Finale paves way for end of series after next season

Monday, June 5, 2006; Posted: 12:18 a.m. EDT (04:18 GMT)

The following story contains spoilers. If you'd rather not know what happened on "The Sopranos," please stop reading now.

NEW YORK (AP) -- A disappointing season of "The Sopranos" ended disappointingly Sunday as nothing ... much ... happened.

Having started strong last March with the near-fatal shooting of mob boss Tony Soprano by his senile Uncle Junior, the sixth season of this HBO drama seemed to wilt, week to week, in synch with Tony's recovery.

The inevitable murder of Soprano captain Vito Spatafore -- offed by fellow mobsters for being gay -- had taken place in the next-to-last episode.
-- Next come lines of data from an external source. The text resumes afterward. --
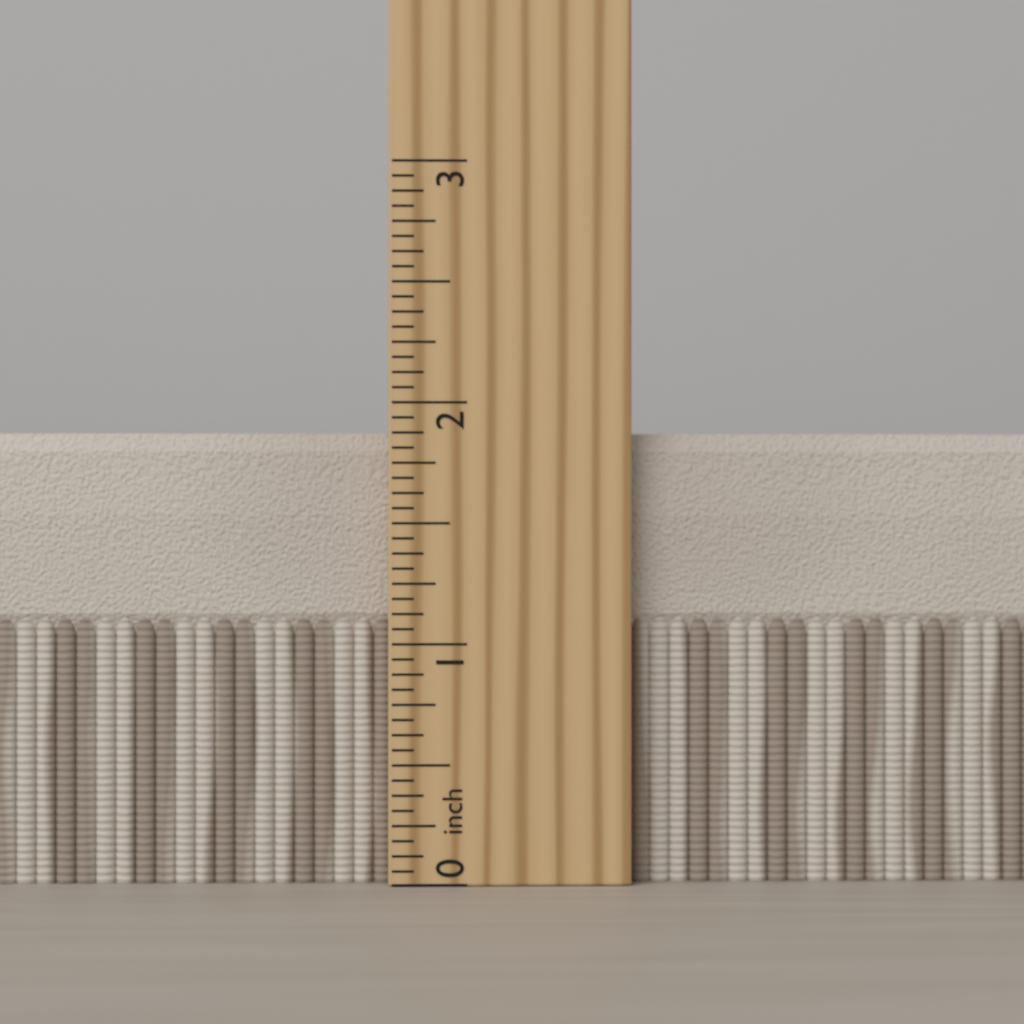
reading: 1.8750 inch
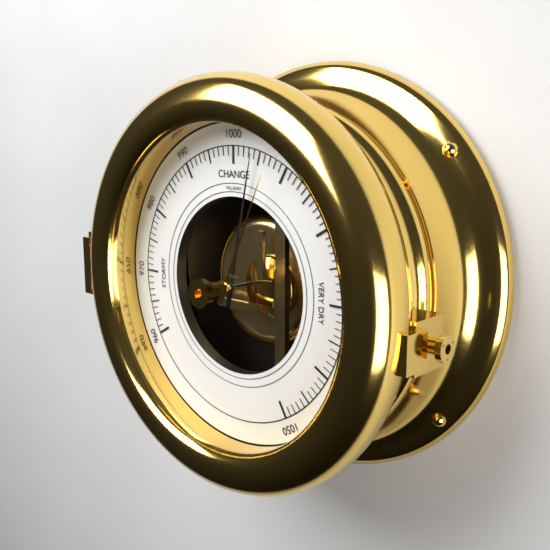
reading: 1004 mbar
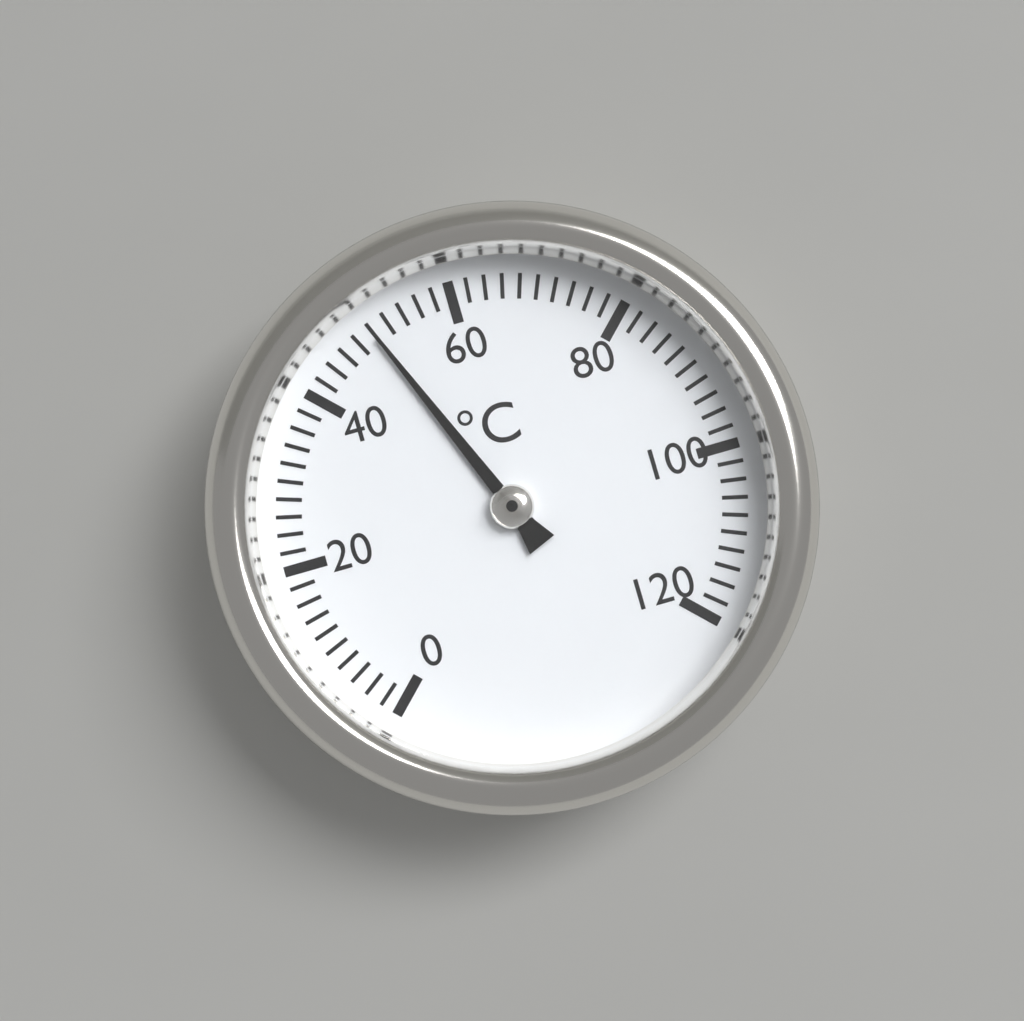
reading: 50 °C
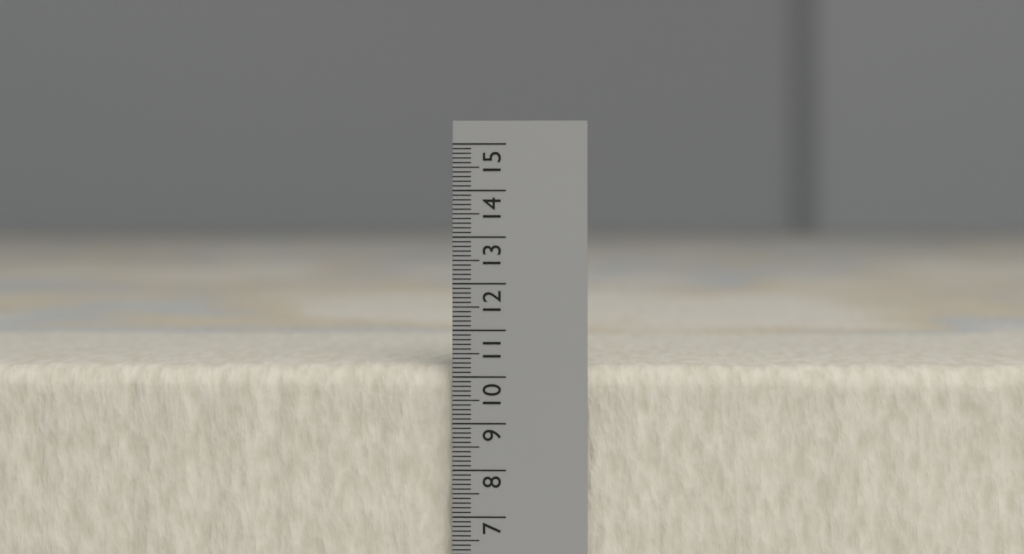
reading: 10.2 (no unit)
But proving somewhat anticlimactic, it only whetted the audience's appetite for a decisive, dramatic finish to the 12-episode season.

That didn't happen. (Spoiler warning: Read no further if you don't want to find out what did.)

Leaving viewers with neither a satisfying resolution nor a startling cliffhanger, the episode served mainly to drop a few hints of what might (or, then again, might not) happen in the series' final eight installments, airing next year.

Two potential biggies:


An FBI agent warned New Jersey boss Tony that his riled-up New York rivals may have something unpleasant in store.

"Someone close to you may be in danger," agent Harris told Tony (series star James Gandolfini) between bites of a hero sandwich at the pork store.

His intel was sound. In an earlier scene, viewers saw acting New York boss Phil Leotardo being urged by an associate to "pick somebody over there" to whack.

Tony's consigliere Silvio Dante? Christopher Moltisanti? No candidate was specified.

But later in the hour, Leotardo suffered a serious heart attack. Tony went to his Brooklyn hospital room to wish him well and try to make peace.

"We can have it all, Phil," said Tony at his bedside, taking his hand -- "plenty for everybody."


Tony's wife Carmela (Edie Falco) was still haunted by the disappearance of Adriana, Christopher's fiancee, who hasn't been heard from (except in Carmela's feverish dreams) since last season. Carmela seemed bent on hiring a detective to track her down, little suspecting that Silvio shot Adriana at Tony's orders and with Christopher's support after she had told him the feds forced her to inform on Tony's operations.

What if Carmela discovered the truth? Except, late in the episode, she tossed aside the detective's business card. She seemed to lose interest.

A surprise: Ne'er-do-well teenage son A.J., forced by Tony to get a job in construction, met a sexy single mom at the work site, and instantly grew up. He became an attentive boyfriend and a loving surrogate dad to his girlfriend's 3-year-old son.

But what of perpetual screwup Christopher (Michael Imperioli), a captain in Tony's crew as well as his nephew?

After a quickie marriage to pregnant girlfriend Kelli a few episodes back, he seemed on the verge of a dicey clash in the finale. At an Alcoholics Anonymous meeting, he hooked up with Julianna Skiff, a lovely real-estate agent who, by chance, Tony had done business with -- and still had unfinished business with.

With his new wife expecting, "the playground's closed" (as Christopher explained to his cronies), so he launched into a torrid affair with Julianna (played by Julianna Margulies), while keeping Tony in the dark that they were an item.

Would Tony go ballistic when he found out? Not quite. Christopher eventually got around to fessing up, and Tony's response seemed little more than routine peevishness.

"This is my reward," he grumbled later to Dr. Melfi in their psychiatric session, self-pityingly noting that he could have bedded Julianna when they first met but had yielded to an odd urge to be loyal to his wife.

Even so, Christopher wasn't out of the woods. While Kelli waited, unsuspecting, in the new house he bought for her, he and Julianna were finding they had more in common than sexual heat. They jointly relapsed into booze and drug abuse.

"You know what's interesting," Christopher told her one night as they lay around her living room in a narcotized stupor: "Us being able to use again, but integrating it into our lives."

"Yeah," she agreed, proudly adding, "We don't use needles."

As "Sopranos" viewers know well, this wasn't Christopher's first brush with substance abuse, and sooner or later his luck bouncing back could run out.

But not sooner. The episode, and the season, ended with a big Christmas Eve gathering at the Sopranos' home, with Christopher and Kelli among those on hand.

"Silent Night" was being crooned on the stereo. The scene faded to black. And viewers who had hoped for a few treats to tide them over till next season found "The Sopranos" behaving like Scrooge.